By John Gruber
Jiiiii — All your anime stream schedules in one place.
Eric Meyer:
Nobody at Apple asked the crowd to fund anything. Nobody at Apple asked Igalia to crowdfund anything. They didn’t even ask Igalia to implement
:focus-visible
, and then Igalia decided to crowdfund the work. In fact, all of those assumptions get things almost exactly backwards — which is understandable! It’s what we expect from our experience of how the web has developed since at least the late 1990s. But here, something new happened. […]In other words: the community (more precisely, a portion of it) voted on which feature was most needed, Igalia implemented it, and Apple accepted it.

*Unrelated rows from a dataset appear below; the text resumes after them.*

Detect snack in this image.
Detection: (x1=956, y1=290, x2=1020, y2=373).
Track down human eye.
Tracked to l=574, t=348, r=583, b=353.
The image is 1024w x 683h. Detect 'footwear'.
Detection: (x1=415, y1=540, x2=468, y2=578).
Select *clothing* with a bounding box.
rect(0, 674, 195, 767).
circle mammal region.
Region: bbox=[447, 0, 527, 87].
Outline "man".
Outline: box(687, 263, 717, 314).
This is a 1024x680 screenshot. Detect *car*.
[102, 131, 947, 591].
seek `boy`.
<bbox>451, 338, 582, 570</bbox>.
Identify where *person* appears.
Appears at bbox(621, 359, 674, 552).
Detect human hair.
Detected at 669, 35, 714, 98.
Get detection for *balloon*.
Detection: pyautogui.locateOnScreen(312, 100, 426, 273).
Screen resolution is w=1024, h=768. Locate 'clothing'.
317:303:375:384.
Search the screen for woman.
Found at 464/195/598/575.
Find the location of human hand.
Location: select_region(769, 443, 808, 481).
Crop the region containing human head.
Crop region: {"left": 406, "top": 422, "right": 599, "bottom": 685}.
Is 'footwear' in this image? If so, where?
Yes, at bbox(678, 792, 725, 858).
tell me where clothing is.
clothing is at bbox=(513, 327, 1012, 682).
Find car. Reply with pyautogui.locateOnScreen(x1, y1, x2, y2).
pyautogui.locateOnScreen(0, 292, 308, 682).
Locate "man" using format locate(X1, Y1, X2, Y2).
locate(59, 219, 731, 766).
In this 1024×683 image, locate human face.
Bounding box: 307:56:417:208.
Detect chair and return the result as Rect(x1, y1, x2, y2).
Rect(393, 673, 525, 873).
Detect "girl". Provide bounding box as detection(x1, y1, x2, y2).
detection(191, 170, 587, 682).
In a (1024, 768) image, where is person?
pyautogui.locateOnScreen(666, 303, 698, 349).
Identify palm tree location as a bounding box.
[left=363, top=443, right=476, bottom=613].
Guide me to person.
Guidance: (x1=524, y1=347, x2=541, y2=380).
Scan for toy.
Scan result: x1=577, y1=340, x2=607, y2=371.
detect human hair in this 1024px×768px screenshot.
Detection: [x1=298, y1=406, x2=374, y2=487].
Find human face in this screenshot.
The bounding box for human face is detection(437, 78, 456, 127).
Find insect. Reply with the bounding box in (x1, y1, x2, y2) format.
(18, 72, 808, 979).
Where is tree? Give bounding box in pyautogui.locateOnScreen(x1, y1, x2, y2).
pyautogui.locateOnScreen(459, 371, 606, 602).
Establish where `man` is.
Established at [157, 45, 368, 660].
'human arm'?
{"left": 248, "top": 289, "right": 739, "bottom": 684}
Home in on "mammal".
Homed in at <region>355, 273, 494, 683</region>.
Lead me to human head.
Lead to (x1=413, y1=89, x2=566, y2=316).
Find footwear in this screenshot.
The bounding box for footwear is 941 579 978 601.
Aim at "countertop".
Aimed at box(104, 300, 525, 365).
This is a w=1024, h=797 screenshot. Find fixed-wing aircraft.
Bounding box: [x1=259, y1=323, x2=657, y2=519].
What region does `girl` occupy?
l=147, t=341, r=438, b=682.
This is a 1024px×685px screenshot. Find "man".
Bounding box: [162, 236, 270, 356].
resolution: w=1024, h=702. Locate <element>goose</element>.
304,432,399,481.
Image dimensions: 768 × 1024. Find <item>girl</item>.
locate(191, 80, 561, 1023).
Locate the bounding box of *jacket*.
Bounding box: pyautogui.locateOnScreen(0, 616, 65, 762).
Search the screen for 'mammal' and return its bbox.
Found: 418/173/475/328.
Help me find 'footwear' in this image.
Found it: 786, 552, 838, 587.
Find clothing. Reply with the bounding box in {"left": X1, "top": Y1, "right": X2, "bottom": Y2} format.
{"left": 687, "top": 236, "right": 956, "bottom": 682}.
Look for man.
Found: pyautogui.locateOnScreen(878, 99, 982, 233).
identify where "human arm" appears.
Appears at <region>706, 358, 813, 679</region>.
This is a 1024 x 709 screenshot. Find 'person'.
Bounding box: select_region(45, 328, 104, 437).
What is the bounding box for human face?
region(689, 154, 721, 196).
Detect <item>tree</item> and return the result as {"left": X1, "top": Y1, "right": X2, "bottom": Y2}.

Apple’s role in this process came at the end, not the beginning.
In other words, a major open source project working the way open source projects are supposed to work — but seldom do. Yet somehow it was controversial. Jason Snell:
So let me decode this: Some people in the web development community have different priorities than Apple does. And it makes them grumpy. Because they think that there’s only one correct priority list—theirs. And when one of their priorities is crowdfunded into existence, because Apple had a different priority list, their reaction is not delight at finally getting a much-desired feature, but outrage. The issue isn’t the thing getting done, not really. It’s Apple choosing to not put its vast corporate resources behind their personal priority list.